A phenomenon that a teacher may encounter at times is a
student that works hard and meticulously catalogs what he finds. He is a good
student and merits receiving a good grade for his work, but the problem is that
he has a limited capacity to think creatively which makes it so that he does
not analyze what he catalogs nor does he add much value to it.
Being a teacher who believes that creativity can be
developed when properly motivated even if some are born with it, you agonize on
how to grade a student like that. What you want to do is motivate him to think
creatively and add value to his research thus get a better grade, but without
discouraging him by making him feel inadequate despite his hard work. What do you
do?
Well, the answer to that question is that every teacher
probably has a unique way to deal with such a student. For now, there is an
example of a work done by someone displaying a high capacity to do cataloging
but a limited ability to analyze what he has discovered, or add value to it.
This, in itself, is not a sin but the sin that this candidate commits stems
from the fact that he compensates for his inadequacy in a way that is
illegitimate.
He is Marc A. Thiessen who wrote an article under the title:
“What Obama doesn't get about the Islamic State” and had it published on August
25, 2014 in the Washington Post. Reading the article and trying to relate it to
the title, you get the sense that Thiessen wishes to communicate a belief that
Obama does not understand the extent of the threat posed to America by a group
calling itself the Islamic State.
This prompts him to commit the sin of cataloging all the
false accusations that were leveled by other authors against that group. This
done, he raises the tone of his presentation with remarks like: “Good grief”
and with the use of italics to emphasize that the war between America and the group is on because the group
started it and maintains it even if America is not responding in kind.
Thiessen also catalogs all that the President has said about
the group. And to him, this is proof enough that the President continues “to
play down the threat posed to the United States ,” which is what makes
him refuse to take the lead and work to defeat the Islamic State. To buttress
this point of view, Thiessen catalogs what other people have said about the
subject. Among them, Ben Rhodes who is the deputy national security adviser,
Gen. Martin Dempsey who is Chairman of the Joint Chiefs of Staff, and Chuck
Hagel who is Defense Secretary.
So you ask: What did these people say that is so big but
that is so “played down” by the President? According to Thiessen, Ben Rhodes
admitted that the execution of the American journalist represented a terrorist
attack against the United States .
As to Dempsey, he says this is an organization that has an apocalyptic
end-of-days vision. Chuck Hagel, for his part, called the Islamic State “an
imminent threat” to which Thiessen jumps to his feet blurting this being the
case, and asking: “what's the holdup in attacking its command, control and
communications in Syria ?”
It is obvious that this self-appointed latter-day armchair
rear admiral is not satisfied with the work done by a deputy national security
adviser, a Chairman of the Joint Chiefs of Staff, and a Defense Secretary. He
wants to tell them what to do but, believing that the holdup may be the
President himself, he quotes him as saying: “People like this ultimately fail,
because the future is won by those who build and not destroy.” And this is
where Thiessen pounces on him – doing the literary equivalent of yelling:
People like this don't fail. They have to be stopped. Nazi Germany didn't fail.
It was defeated.
Yes, Nazi Germany was defeated but the question remains: how
many evildoers failed on their own, and how many were defeated? It is not
creative to pick on something notorious and mention it at every occasion to
illustrate a point. If you want to argue against what the President said, you
need to layout a complete analysis as to why America
must get into a war that has the potential to humiliate it and bankrupt it not
after a “long slog” but almost immediately given America 's current condition.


• **AIM OF THE EXERCISE**:
Scan the material below for the string "sphere", and copy every line where it shows up.
BEGIN DATA IN THIS EXERCISE
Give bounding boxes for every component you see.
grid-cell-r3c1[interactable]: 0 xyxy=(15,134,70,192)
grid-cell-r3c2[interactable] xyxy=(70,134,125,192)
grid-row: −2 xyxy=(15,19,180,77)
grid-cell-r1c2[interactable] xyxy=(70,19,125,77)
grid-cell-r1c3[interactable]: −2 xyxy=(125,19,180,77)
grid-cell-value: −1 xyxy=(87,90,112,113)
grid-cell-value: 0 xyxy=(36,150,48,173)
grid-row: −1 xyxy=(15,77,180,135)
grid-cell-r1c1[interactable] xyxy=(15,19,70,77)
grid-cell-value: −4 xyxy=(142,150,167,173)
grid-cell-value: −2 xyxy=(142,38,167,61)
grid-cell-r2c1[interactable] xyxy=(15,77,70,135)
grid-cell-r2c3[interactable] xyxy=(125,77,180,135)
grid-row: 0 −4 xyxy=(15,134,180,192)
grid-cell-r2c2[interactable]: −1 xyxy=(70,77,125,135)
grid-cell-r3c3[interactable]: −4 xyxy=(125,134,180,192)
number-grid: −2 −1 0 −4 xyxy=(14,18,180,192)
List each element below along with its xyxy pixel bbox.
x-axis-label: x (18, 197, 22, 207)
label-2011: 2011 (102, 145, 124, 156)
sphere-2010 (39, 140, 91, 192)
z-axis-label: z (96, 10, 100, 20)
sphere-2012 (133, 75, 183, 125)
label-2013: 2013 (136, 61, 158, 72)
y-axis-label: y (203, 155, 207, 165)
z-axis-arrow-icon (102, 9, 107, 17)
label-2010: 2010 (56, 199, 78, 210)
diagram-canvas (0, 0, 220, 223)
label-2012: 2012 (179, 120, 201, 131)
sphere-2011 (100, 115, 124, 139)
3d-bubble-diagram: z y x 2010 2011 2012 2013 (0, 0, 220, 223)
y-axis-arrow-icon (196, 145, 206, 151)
END DATA IN THIS EXERCISE
• **REPLY**:
sphere-2010 (39, 140, 91, 192)
sphere-2012 (133, 75, 183, 125)
sphere-2011 (100, 115, 124, 139)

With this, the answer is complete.